Thursday, March 23, 2006
This was the piece I submitted for the writing group I am apart of. The subject was human connection.
I sit across the dinner table, hardly knowing who she is. Who is
this stranger I share a bed with? Our dinner is eaten in silence, her
thoughts her own, and mine, well, they have gone running back to a time
when silence between us was comfortable.
We were on our way to Pismo Beach one late morning. We had been married
for about eight months. We drove in silence along Highway 41. We would check
in with one another every once in a while glancing at each other with a smile.
Her smile was as warm as the July air that surrounded our black little car which
snaked along the highway through the hills that had been scorched bronze
from the mid-summer sun.
"There's the Mission we thought about getting married at" she said.
I acknowledge her with a smile, leaving her to daydream of a wedding
in a little chapel on top of a hill in the middle of nowhere.
We were bonded at this moment by our vows, our
dreams, our love and passion for each other.
Tonight I am unable to look into her eyes because of our pride,
but I realize that we are still bonded and connected by everything that
bonded us in the beginning, but there is a new adhesive; history.

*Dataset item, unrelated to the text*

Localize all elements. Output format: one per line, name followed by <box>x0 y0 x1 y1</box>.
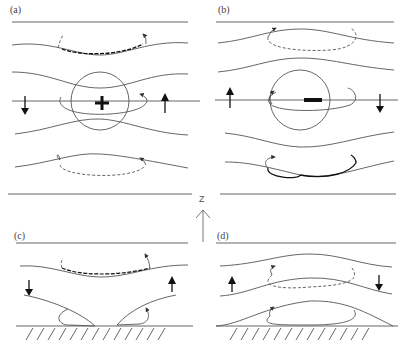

Our history
is full of good and bad memories, triumphs and failures, building up and of knocking
down and its good; which makes swallowing pride a bit more palatable.
I sit across the dinner table, hardly knowing who she is. Who is
this stranger I share a bed with? Our dinner is eaten in silence, her
thoughts her own, and mine, well, they have gone running back to a time
when silence between us was comfortable.
We were on our way to Pismo Beach one late morning. We had been married
for about eight months. We drove in silence along Highway 41. We would check
in with one another every once in a while glancing at each other with a smile.
Her smile was as warm as the July air that surrounded our black little car which
snaked along the highway through the hills that had been scorched bronze
from the mid-summer sun.
"There's the Mission we thought about getting married at" she said.
I acknowledge her with a smile, leaving her to daydream of a wedding
in a little chapel on top of a hill in the middle of nowhere.
We were bonded at this moment by our vows, our
dreams, our love and passion for each other.
Tonight I am unable to look into her eyes because of our pride,
but I realize that we are still bonded and connected by everything that
bonded us in the beginning, but there is a new adhesive; history. Our history
is full of good and bad memories, triumphs and failures, building up and of knocking
down and its good; which makes swallowing pride a bit more palatable.